The celebrity-powered book is not new. We have always been interested in famous people telling us their secrets, the more salaciously the better. Yet there is no doubt that as the grip of celebrity culture has tightened so an autobiography has become a required part of the intense (and lucrative) relationship between famous people and their audiences.
In Piper’s words: “I’ve a few good stories I’d like to share . . . Things I’m hoping lots of people can relate to and even be inspired by.”
The celebrity autobiography is a way of binding celebrities to their fan base. Many of the hundreds of reader reviews that flood on to Amazon.com for every celebrity memoir are highly personal, directly addressed to the author, a way of bonding with the famous, of Keeping it Real, to quote the title of Jodie Marsh’s autobiography, when this imagined relationship is, of course, utterly unreal.
In the words of Andrew Morton, whose book about the Beckhams sold more than 100,000 copies, “people want to know what makes the famous and infamous tick, how they became who they are and the good and bad choices they made along the way”.
Even if a celebrity author does not appear to tick in any meaningful way beyond essential biology, they can still write an autobiography. The divine Jade Goody parlayed being “an escape goat” on Big Brother (her own words) into 288 pages of memoir, with a blurb promising: “Every aspect of her life has been a source of fascination — from being abandoned by her father and living with a lesbian mother, to her volatile relationship with her exboyfriend Jeff . . .” Jade: My Autobiography is now at No 15 on the Amazon bestseller list.

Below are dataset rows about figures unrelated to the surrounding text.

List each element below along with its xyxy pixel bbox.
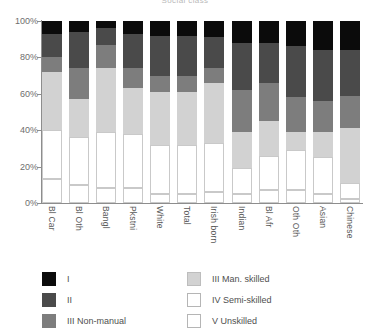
bar-oth-oth[interactable] bbox=[286, 21, 306, 203]
x-axis-label: Indian bbox=[232, 206, 252, 264]
bar-segment bbox=[150, 21, 170, 36]
bar-segment bbox=[286, 21, 306, 46]
bar-segment bbox=[259, 43, 279, 83]
bar-segment bbox=[177, 145, 197, 194]
bar-segment bbox=[259, 156, 279, 191]
bar-segment bbox=[204, 37, 224, 68]
bar-segment bbox=[177, 194, 197, 203]
bar-segment bbox=[96, 45, 116, 69]
y-axis-tick-mark bbox=[37, 21, 41, 22]
legend-swatch-icon bbox=[187, 272, 201, 286]
bar-indian[interactable] bbox=[232, 21, 252, 203]
bar-irish-born[interactable] bbox=[204, 21, 224, 203]
bar-segment bbox=[150, 92, 170, 145]
bar-segment bbox=[313, 157, 333, 193]
legend-item-label: V Unskilled bbox=[212, 316, 257, 326]
bar-segment bbox=[204, 83, 224, 143]
y-axis-tick-label: 60% bbox=[2, 89, 38, 99]
bar-segment bbox=[177, 76, 197, 92]
legend-column-right: III Man. skilledIV Semi-skilledV Unskill… bbox=[187, 272, 342, 328]
x-axis-label: Pkstni bbox=[123, 206, 143, 264]
x-axis-label: Oth Oth bbox=[286, 206, 306, 264]
x-axis-label: Bangl bbox=[96, 206, 116, 264]
bar-segment bbox=[177, 92, 197, 145]
bar-segment bbox=[123, 21, 143, 34]
bar-segment bbox=[150, 145, 170, 194]
bar-segment bbox=[232, 168, 252, 193]
bar-segment bbox=[340, 96, 360, 129]
bar-segment bbox=[340, 183, 360, 199]
bar-segment bbox=[286, 190, 306, 203]
y-axis-tick-mark bbox=[37, 203, 41, 204]
legend-item[interactable]: III Non-manual bbox=[42, 314, 187, 328]
bar-segment bbox=[313, 194, 333, 203]
bar-group bbox=[42, 21, 360, 203]
bar-pkstni[interactable] bbox=[123, 21, 143, 203]
bar-white[interactable] bbox=[150, 21, 170, 203]
y-axis-tick-label: 80% bbox=[2, 52, 38, 62]
x-axis-label: Asian bbox=[313, 206, 333, 264]
bar-bl-oth[interactable] bbox=[69, 21, 89, 203]
bar-segment bbox=[123, 68, 143, 88]
bar-segment bbox=[42, 130, 62, 179]
bar-segment bbox=[286, 132, 306, 150]
bar-segment bbox=[313, 21, 333, 50]
bar-segment bbox=[96, 132, 116, 188]
chart-legend: IIIIII Non-manual III Man. skilledIV Sem… bbox=[42, 272, 342, 328]
bar-segment bbox=[204, 21, 224, 37]
legend-item[interactable]: II bbox=[42, 293, 187, 307]
legend-item-label: III Man. skilled bbox=[212, 274, 270, 284]
bar-segment bbox=[232, 43, 252, 90]
y-axis-tick-mark bbox=[37, 130, 41, 131]
legend-swatch-icon bbox=[187, 293, 201, 307]
bar-segment bbox=[232, 21, 252, 43]
bar-segment bbox=[150, 76, 170, 92]
bar-segment bbox=[42, 21, 62, 34]
bar-segment bbox=[69, 68, 89, 99]
bar-segment bbox=[232, 132, 252, 168]
legend-item[interactable]: IV Semi-skilled bbox=[187, 293, 342, 307]
bar-segment bbox=[340, 21, 360, 50]
stacked-bar-chart: Social class 0%20%40%60%80%100% Bl CarBl… bbox=[0, 0, 370, 331]
bar-segment bbox=[259, 83, 279, 121]
bar-segment bbox=[313, 101, 333, 132]
bar-segment bbox=[123, 188, 143, 203]
y-axis-tick-label: 0% bbox=[2, 198, 38, 208]
bar-segment bbox=[42, 72, 62, 130]
bar-segment bbox=[177, 36, 197, 76]
legend-swatch-icon bbox=[42, 314, 56, 328]
bar-segment bbox=[123, 88, 143, 134]
x-axis-label: White bbox=[150, 206, 170, 264]
bar-bl-afr[interactable] bbox=[259, 21, 279, 203]
bar-segment bbox=[259, 190, 279, 203]
y-axis-tick-label: 40% bbox=[2, 125, 38, 135]
legend-item-label: I bbox=[67, 274, 70, 284]
bar-bangl[interactable] bbox=[96, 21, 116, 203]
bar-segment bbox=[204, 143, 224, 192]
bar-segment bbox=[69, 99, 89, 137]
x-axis-label: Chinese bbox=[340, 206, 360, 264]
bar-segment bbox=[232, 90, 252, 132]
y-axis-tick-label: 100% bbox=[2, 16, 38, 26]
bar-segment bbox=[42, 179, 62, 203]
bar-segment bbox=[313, 50, 333, 101]
bar-segment bbox=[204, 68, 224, 83]
bar-segment bbox=[42, 57, 62, 72]
legend-item[interactable]: V Unskilled bbox=[187, 314, 342, 328]
bar-segment bbox=[340, 199, 360, 203]
bar-total[interactable] bbox=[177, 21, 197, 203]
bar-segment bbox=[340, 50, 360, 96]
bar-segment bbox=[259, 21, 279, 43]
y-axis-tick-mark bbox=[37, 94, 41, 95]
x-axis-label: Bl Afr bbox=[259, 206, 279, 264]
bar-segment bbox=[340, 128, 360, 183]
x-axis-label: Total bbox=[177, 206, 197, 264]
bar-segment bbox=[123, 34, 143, 69]
legend-item[interactable]: III Man. skilled bbox=[187, 272, 342, 286]
x-axis-label: Irish born bbox=[204, 206, 224, 264]
plot-area bbox=[42, 21, 360, 203]
bar-asian[interactable] bbox=[313, 21, 333, 203]
bar-bl-car[interactable] bbox=[42, 21, 62, 203]
legend-item[interactable]: I bbox=[42, 272, 187, 286]
bar-chinese[interactable] bbox=[340, 21, 360, 203]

In one sense, the market for celebrity autobiography reflects the changing economics of book publishing. With the end of the net book agreement in 1995, books could be sold in volume at supermarkets at the lowest prices. People who might not often go to a bookshop began buying books as part of the groceries. Tesco and Asda are now the biggest booksellers in Britain.
Traditionalists argue that Goody’s gripping account of the time her mum’s bed caught fire is driving out literature of a higher brow. But this is to assume that reading is a zero-sum game. In fact, the entire book market may be expanding, thanks to the intensely fertile collision of television celebrity and literature.
Nicholas Clee, a writer and former editor of The Bookseller, points out that celebrity books have become part of British “water-cooler” culture, while Richard and Judy’s television book club has expanded reading in new directions. “There is a big, new, middle market as well as a downmarket market,” Clee says. “Books have retained their currency. They haven’t been sidelined by celebrity culture, but are integral to it.”
“Bigger,” Jordan writes, at her most philosophical, “is definitely better.” And that may apply to book sales too.